Black Swan

Director: Darren Aronofsky
Starring: Natalie Portman
Runtime: 108 mins
Rating: ****
Black Swan sees Natalie Portman make a career defining performance as Nina, a twenty-something ballerina who pushes her body to its limits for the lead role in her company’s production of Swan Lake. The somewhat frigid and innocent Nina can fulfil the role of the virginal white swan with ease, but is faced with a formidable task in adapting herself to be the lusty, vengeful black swan. As in David Lynch’s Inland Empire the world of performance seeps into the real world posing problems for Nina’s mental health.
As pressure mounts, the atmosphere turns psychologically claustrophobic; the viewer feels a vertiginous sense of entrapment through the movie’s paranoid and hallucinatory nature. A brooding feeling pervades it in its entirety, which doesn’t lift until the movie’s scintillating climax.
Natalie Portman’s challenging role is acted with conviction and empathy in an Oscar-worthy performance. The dance pieces and the film as a spectacle in general is sure to make it a crowd-pleaser, and its thriller style is bound to interest even the most sceptical of viewers.
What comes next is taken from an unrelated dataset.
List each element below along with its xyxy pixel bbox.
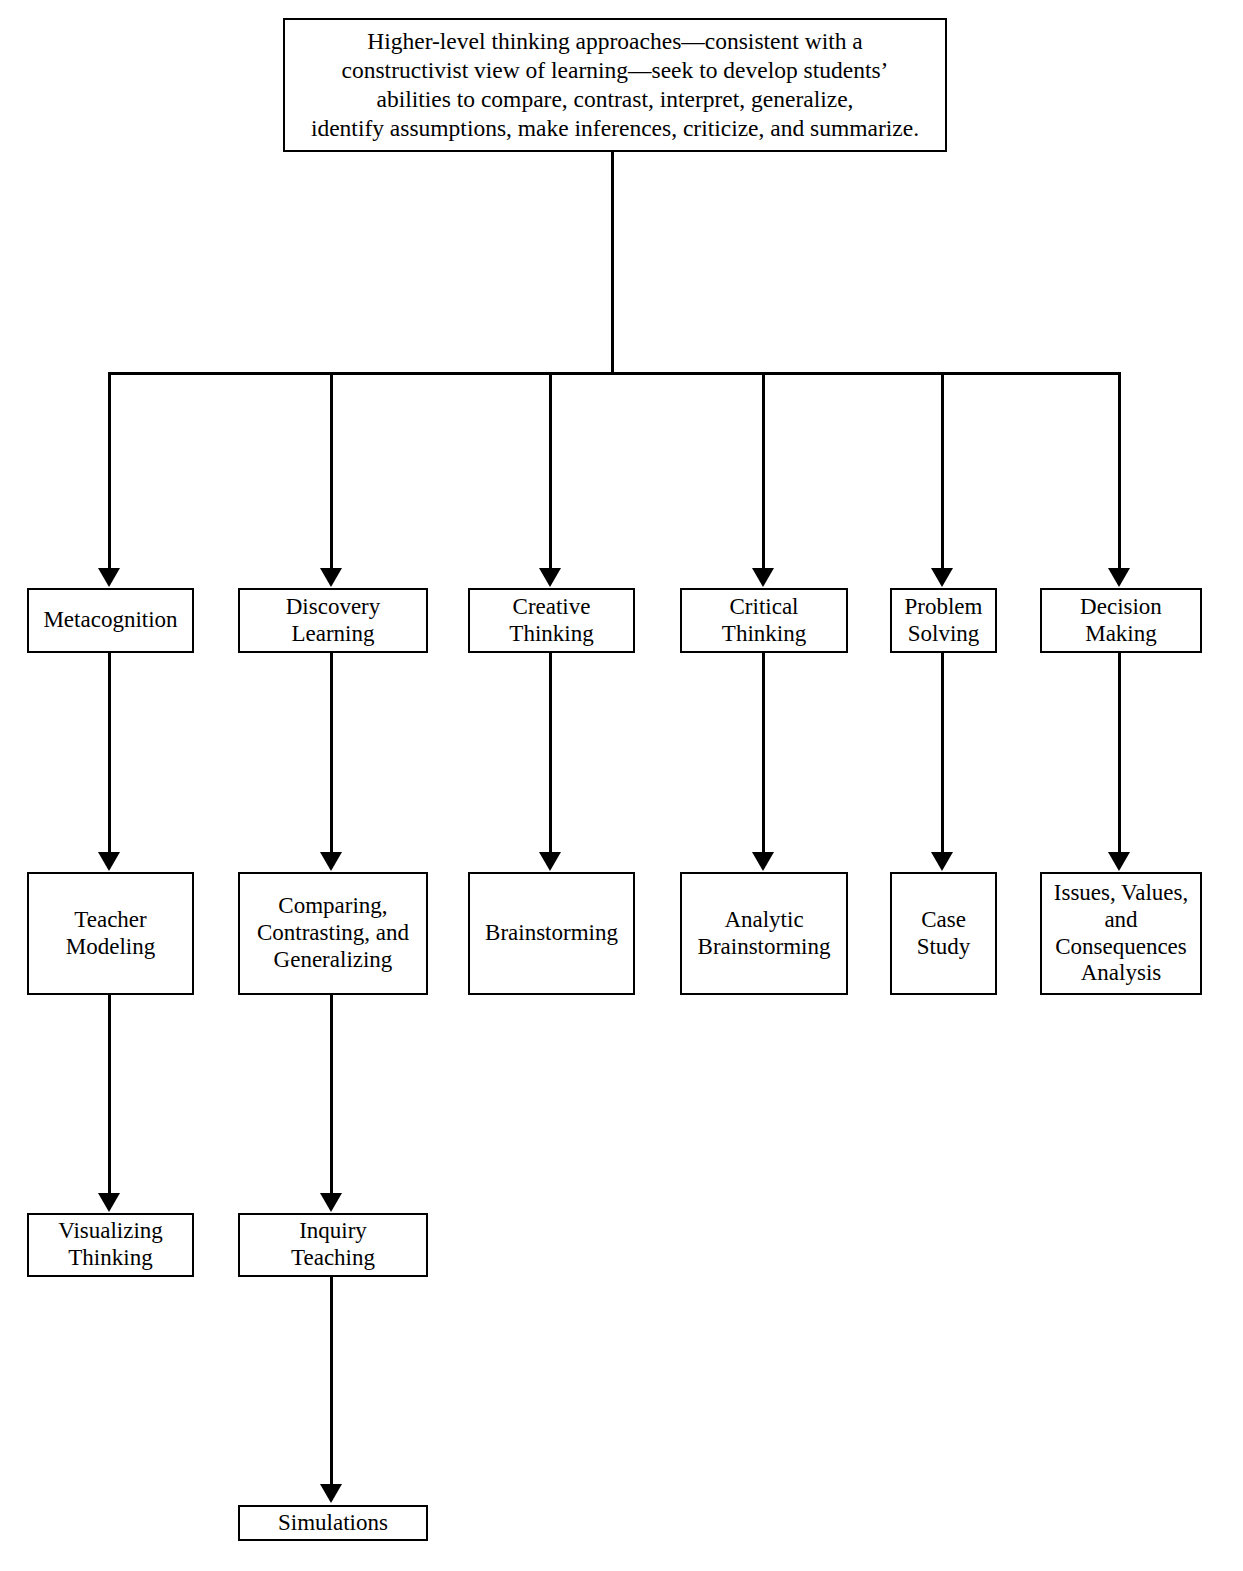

This is a movie which will have you gripped from the start, up until its dizzying finale. It is almost perfectly paced, and our interest is held throughout. We are granted complete immersion into the stylised monochrome world which Aronofsky weaves.
Although this is a great piece of cinema, its execution is somewhat heavy handed. In dancing terms it is more flamboyant and self-evident than the subtle art of ballet. Black Swan is a film which will hold your hand throughout, and for many this will not be a problem. However, any ambiguities, that may in other movies be left to the viewer to resolve are spelled out to us, for ease of consumption.
This is, however, pedantic. It is otherwise a stylish, genre-bending movie. Set in a highly engaging meta-fictional context, it is as much ballet themed melodrama as an exploration of identity. But perhaps most palpably, it is a journey into the dark realms of human consciousness.